Two men, two Communist MPs, two very different points of view. There are others. While the 19-member praesidium, the party's brain's trust behind Mr Zyuganov, generally shares itsleader's wish to see a strengthened Russia, not dependent on Western credit, it embraces a wide diversity of views.

So do his advisers. There is, for example, his close confidant Vladimir Bondarenko, deputy editor of the nationalist Zaftra newspaper. Mr Zyuganov is on the editorial board. Like many, Mr Bondarenko believes Russia should move in the direction of China, evolving away from its Marxist-Leninist legacy. Like Mr Zyuganov, he also claims that history has given Stalin a bad rap.

Then there is Alexei Podberyozkin, a non-party member in charge of "Spiritual Heritage", a think-tank which played a key role in formulating Mr Zyuganov's economic policy. Mr Podberyozkin is an advocate of high technology and of striking a balance between protecting domestic industry with import controls, yet keeping it competitive. "Let the rich buy their Mercedes," he told me. "What we have to do is create some barriers to protect our Ladas from light foreign cars."

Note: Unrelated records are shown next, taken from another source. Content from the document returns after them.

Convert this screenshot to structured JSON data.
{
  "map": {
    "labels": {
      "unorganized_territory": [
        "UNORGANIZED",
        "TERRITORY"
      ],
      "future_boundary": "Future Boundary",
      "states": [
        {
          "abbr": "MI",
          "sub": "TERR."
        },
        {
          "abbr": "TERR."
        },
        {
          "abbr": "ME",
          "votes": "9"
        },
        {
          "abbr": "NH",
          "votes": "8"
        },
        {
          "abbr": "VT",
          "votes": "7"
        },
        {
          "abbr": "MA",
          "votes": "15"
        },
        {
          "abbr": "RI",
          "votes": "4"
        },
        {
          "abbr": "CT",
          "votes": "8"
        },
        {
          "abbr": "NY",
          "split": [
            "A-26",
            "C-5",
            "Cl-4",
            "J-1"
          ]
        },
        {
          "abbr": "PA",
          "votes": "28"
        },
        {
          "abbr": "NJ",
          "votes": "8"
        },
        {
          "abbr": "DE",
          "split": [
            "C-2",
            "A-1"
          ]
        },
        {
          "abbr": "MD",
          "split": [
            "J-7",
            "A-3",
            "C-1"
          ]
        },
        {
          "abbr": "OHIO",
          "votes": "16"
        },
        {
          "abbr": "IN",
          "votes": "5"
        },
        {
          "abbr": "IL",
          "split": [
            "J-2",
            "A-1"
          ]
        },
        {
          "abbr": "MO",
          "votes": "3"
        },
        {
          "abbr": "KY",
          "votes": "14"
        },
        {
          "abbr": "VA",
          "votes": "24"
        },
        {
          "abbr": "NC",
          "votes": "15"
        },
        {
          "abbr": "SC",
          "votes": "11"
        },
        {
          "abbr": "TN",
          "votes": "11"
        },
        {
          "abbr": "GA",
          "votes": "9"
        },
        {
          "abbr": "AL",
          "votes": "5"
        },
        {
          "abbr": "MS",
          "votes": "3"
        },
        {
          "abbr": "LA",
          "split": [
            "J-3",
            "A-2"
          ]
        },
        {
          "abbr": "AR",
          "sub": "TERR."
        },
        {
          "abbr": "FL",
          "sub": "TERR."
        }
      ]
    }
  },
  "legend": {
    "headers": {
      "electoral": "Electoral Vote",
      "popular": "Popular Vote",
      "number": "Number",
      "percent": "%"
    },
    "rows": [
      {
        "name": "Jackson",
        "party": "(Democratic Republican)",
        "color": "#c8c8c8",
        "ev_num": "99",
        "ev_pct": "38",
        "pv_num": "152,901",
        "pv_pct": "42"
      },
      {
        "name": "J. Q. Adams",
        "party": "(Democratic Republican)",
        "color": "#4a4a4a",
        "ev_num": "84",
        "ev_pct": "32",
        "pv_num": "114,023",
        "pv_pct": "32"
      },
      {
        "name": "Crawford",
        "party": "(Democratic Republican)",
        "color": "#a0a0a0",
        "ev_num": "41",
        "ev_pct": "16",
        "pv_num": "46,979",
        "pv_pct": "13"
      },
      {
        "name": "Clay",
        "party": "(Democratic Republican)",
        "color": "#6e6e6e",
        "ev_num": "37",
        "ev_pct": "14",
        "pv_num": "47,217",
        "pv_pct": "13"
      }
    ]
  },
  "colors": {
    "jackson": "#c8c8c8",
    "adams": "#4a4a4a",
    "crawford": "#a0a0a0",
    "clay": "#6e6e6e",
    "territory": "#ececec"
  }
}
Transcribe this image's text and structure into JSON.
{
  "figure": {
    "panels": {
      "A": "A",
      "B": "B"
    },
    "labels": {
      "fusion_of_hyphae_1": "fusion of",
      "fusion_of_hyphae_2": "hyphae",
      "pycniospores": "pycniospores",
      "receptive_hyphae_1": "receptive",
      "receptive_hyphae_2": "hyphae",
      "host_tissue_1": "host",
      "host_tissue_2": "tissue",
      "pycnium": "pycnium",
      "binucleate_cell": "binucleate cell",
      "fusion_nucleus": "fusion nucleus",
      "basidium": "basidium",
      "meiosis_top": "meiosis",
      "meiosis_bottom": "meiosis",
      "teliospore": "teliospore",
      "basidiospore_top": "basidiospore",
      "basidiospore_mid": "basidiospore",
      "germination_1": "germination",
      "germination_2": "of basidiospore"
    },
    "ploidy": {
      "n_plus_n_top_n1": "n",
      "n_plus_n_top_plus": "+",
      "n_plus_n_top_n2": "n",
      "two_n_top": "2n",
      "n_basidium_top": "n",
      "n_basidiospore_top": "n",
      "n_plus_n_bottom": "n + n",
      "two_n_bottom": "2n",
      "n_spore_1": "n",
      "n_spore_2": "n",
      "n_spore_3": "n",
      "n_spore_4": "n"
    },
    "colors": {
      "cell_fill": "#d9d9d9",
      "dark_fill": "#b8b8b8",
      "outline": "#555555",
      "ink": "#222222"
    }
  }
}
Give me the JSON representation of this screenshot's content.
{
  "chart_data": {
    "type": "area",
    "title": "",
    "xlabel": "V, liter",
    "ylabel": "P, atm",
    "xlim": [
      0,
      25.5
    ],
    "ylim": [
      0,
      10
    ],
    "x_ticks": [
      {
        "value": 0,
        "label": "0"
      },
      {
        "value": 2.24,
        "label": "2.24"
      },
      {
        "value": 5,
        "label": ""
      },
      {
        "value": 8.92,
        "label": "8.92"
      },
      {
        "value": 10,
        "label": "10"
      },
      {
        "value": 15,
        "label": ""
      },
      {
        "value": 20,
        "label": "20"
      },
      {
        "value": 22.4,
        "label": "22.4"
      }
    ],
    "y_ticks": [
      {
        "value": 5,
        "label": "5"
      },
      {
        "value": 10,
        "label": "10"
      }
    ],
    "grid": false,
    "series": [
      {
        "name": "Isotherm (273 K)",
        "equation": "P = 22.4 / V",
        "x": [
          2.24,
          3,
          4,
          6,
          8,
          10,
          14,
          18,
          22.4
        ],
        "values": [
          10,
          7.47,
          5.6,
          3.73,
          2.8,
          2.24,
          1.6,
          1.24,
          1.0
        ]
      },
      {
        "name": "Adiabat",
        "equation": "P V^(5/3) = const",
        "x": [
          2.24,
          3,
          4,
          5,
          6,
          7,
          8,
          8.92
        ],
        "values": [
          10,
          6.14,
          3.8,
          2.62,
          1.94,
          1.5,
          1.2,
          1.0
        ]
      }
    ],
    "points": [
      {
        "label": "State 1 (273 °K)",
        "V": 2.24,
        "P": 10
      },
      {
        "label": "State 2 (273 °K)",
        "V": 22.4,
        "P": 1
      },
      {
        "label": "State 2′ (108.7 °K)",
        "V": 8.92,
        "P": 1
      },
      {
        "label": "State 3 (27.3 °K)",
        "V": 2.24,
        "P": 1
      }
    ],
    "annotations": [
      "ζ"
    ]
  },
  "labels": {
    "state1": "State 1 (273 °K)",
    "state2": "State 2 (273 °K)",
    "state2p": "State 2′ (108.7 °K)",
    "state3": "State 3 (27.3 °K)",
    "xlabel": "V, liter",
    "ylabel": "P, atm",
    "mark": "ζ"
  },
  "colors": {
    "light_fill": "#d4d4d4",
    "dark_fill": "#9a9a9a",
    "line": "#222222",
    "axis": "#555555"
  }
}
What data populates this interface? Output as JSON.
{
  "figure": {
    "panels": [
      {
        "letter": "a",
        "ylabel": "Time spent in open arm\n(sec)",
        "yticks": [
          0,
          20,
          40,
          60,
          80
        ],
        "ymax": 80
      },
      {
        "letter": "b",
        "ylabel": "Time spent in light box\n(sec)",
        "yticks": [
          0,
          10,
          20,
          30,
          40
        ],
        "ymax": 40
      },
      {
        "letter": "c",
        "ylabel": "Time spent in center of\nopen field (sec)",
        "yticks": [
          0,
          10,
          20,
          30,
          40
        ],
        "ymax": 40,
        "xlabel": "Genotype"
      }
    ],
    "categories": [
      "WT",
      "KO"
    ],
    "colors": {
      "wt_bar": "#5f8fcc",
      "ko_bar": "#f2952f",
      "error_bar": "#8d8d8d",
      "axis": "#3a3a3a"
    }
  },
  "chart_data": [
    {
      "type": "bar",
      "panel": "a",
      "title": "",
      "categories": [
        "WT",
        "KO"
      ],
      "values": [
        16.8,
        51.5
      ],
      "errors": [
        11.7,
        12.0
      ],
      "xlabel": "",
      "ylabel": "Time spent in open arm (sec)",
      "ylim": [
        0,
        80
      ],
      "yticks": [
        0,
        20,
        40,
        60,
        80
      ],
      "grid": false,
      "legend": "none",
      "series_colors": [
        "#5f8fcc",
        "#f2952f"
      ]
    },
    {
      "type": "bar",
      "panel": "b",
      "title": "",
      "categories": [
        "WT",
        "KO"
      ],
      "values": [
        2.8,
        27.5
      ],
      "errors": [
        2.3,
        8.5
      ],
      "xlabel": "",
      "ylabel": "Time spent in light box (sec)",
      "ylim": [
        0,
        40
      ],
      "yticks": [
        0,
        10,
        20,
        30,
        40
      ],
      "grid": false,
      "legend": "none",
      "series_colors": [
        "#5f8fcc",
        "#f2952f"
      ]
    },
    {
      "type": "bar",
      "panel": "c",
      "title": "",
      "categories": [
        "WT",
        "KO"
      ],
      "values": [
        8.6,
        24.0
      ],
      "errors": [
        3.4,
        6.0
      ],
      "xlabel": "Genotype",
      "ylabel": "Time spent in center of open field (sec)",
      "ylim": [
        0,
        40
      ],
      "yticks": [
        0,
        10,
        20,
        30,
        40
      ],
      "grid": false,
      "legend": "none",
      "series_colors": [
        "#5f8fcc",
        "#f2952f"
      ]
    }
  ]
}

With two weeks to go to the election, Mr Zyuganov should not be underestimated, even though Mr Yeltsin appears to be pulling ahead. After seizing control of the party from Vladimir Kuptsov in 1994, he held it together and helped it rise as a powerful national force, with more than 500,000 members. He has also knitted together an election alliance of national-patriotic parties, hoping that this will help broaden his appeal.

The question is, can a party that embraces moderate millionaires and tub-thumping Stalinists be stopped from splitting if he ever becomes president?